Saturday, August 27, 2011

Spent to Cast: Ruminations

"Spent to Cast," aka Ogre Savant Ability, aka Sunburst, aka cards in the Shadowmoor/Eventide cycles including River's Grasp and Moonhold.  These cards care about the mana that was spent to cast them. Sunburst doesn't care what mana was spent so long as it's different and it provides one of two set effects related to that. That makes it different enough that it discussed in depth elsewhere.

Spent to Cast encourages splashing other colors. It usually requires mana of one color to cast, but gives a bonus if another color is spent. It's popular on instants and sorceries and when it's used on creatures, it often confers a one-time effect , even if that effect is just to keep the creature, in the case of the Simic, Azorious, and Rakdos implementations (where Spent to Cast acts like strange Evoke instead of a strange Kicker). This avoids memory issues in much the same way that Sunburst does with counters.

Cons
The spell taped to a creature issue sometimes results in cross-color abilities: Court Hussar has a very blue ETB effect, but has a white ability, one you only get to use if you pay white mana for it. While it's an interesting approach, it ends up being a blue card with vigilance, just like Azorius Herald is an unblockable white card and Crypt Champion is a black card with Double Strike. That particular approach to the color pie might not work in a core set.

Crypt Champion itself raises an interesting point; while Crypt Champions can't reanimate one another, these strange evoke creatures are very resistant to being cheated into play. This might discourage new players and even cause uncertainty when the appropriately colored mana is spent on an ability that puts them into play (Quicksilver Amulet or Birthing Pod). This is either an opportunity for education or a dangerous point of confusion.

Monday, August 22, 2011

Monday's Pitch: The Boxes Precinct

Fuck! This was supposed to go up last Monday. Bear with me, Blogger does this "I know you clicked, 'Post,' but I wanted to keep this blog our little secret forever," bullshit. It's saccharine and disturbing, Blogger! Quit it!

What about a story told from the perspective of the unused Magic cards that sit obsessively in long boxes? Not even the pauper-level cards, but the real, unusable, passed-over stinkers that aren't worth the cardboard they're printed on, along with a few overlooked gems put in for variety?

Imagine, a player's hunt for a particular, elusive card that they just know is in their collection anthropomorphized as one of these cards as a...noir/semi-noir detective. It spans from the long boxes to the utility pile, to the dregs of half-completed decks, and--the Valhalla for Magic cards--played, constructed decks.

A buddy-buddy cop format might also be cool, pairing something like Shauku's Minion with a planeswalker card like Jace, the Mindsculptor in a good/evil playable/unplayable combo only united by their common purpose in finding a missing card.

Monday, August 1, 2011

Monday's Pitch: Collaborative Star Trek

There is a collaborative board game based on the new Star Trek movie where you try to get a planet to join The Federation while averting a civil war, warding off Klingons, and...doing one more thing that I can't quite remember right now. I imagine it's a lot like Shadows Over Camelot, partially because I just got through playing several rounds of it, but also because it sounds like each of your objectives is analogous to the quests from SOC and you're trying to beat them all before time runs out, though ST: Expeditions[1] as an artificial time limit of 30 turns instead of just being designed to slowly push your head below water until you simply can't breathe anymore (like SOC and Pandemic).

But I was pawning through some cards from the terrible, terrible, terrible Star Trek CCG[2] and I was thinking about how the character development, mission accomplishment, dilemma overcoming, interpersonal relationships, and point-based victory (instead of defeat-based paradigm) is a great way to do Star Trek. Don't get me wrong, the ST CCG was [3], but it failed by being too thick with flavor and not enough with game. It was a game people enjoyed, but it just didn't play well. They had missions right. They had dilemmas right. They had winning with points via accomplishing Star Trek things instead of just destroying stuff. They had skills that drove the system; not just job skills and technical skills, but things like 'youth,' 'empathy,' and 'music'; humanitarian things[4] that made people who they were. Also, barbering[3].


§ **Exercise requirements**
Output, word for word, the line that contains "Outline *footwear*. Reply" and all lines following it to the end of the listing. Drop the pictures.
----
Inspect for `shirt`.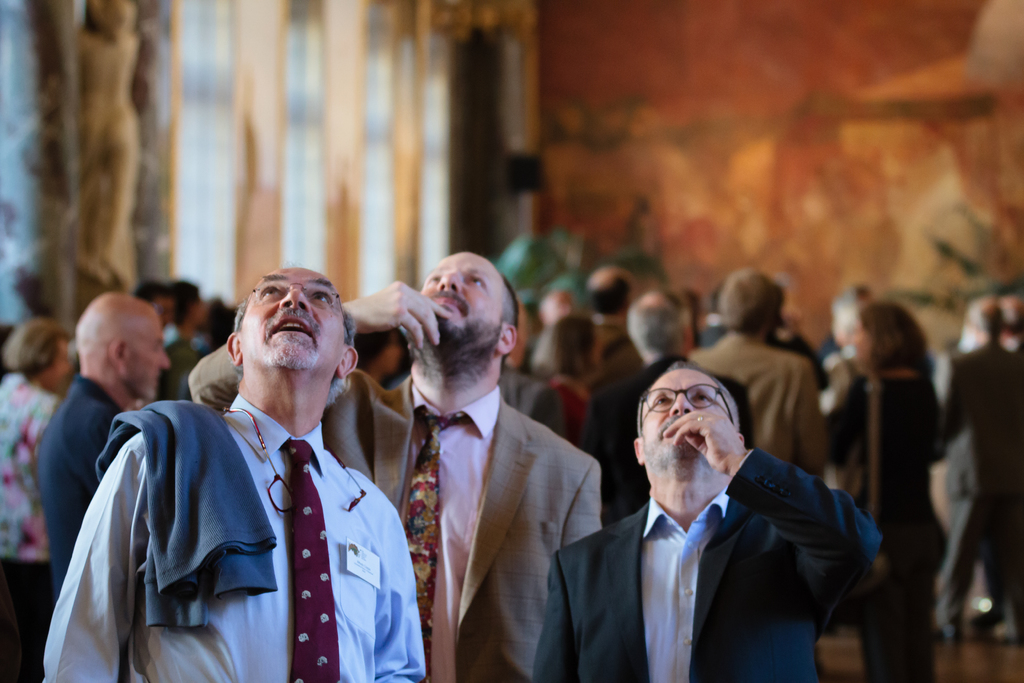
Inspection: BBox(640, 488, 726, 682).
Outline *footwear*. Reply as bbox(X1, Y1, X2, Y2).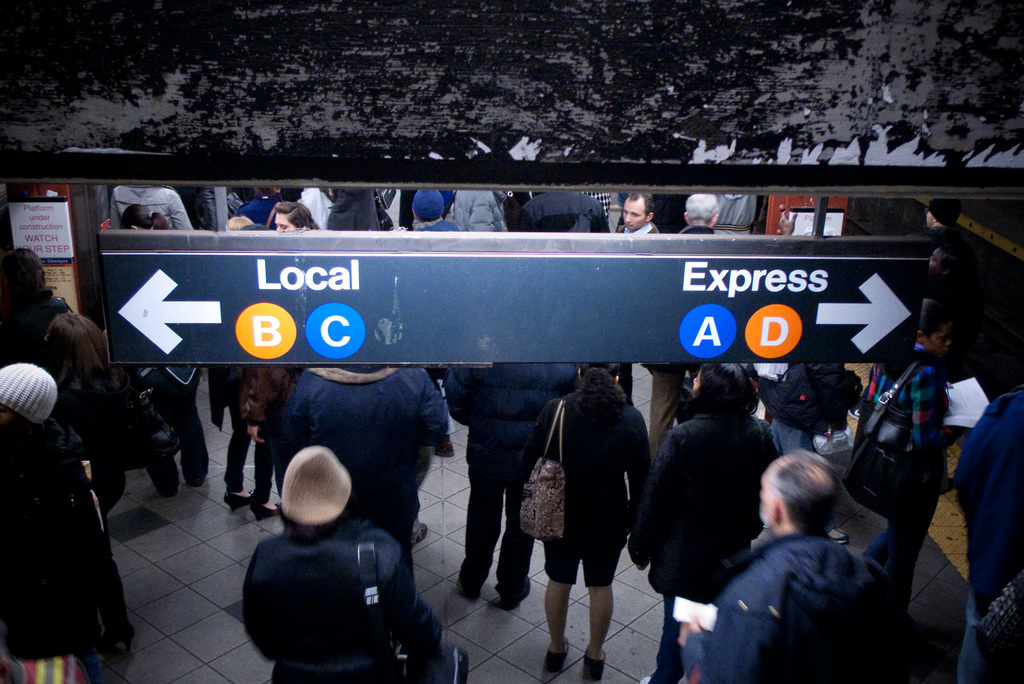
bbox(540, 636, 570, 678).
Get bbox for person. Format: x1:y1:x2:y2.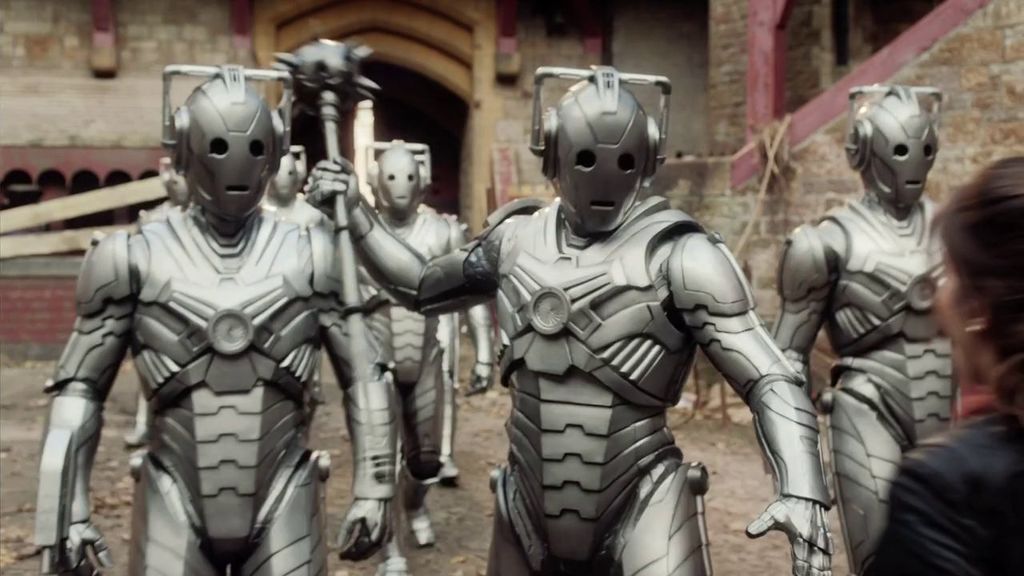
----
§ **Output below**
Outline *footwear*. Reply as bbox(X1, Y1, X2, Y2).
bbox(540, 636, 570, 678).
Get bbox for person. Format: x1:y1:x2:y2.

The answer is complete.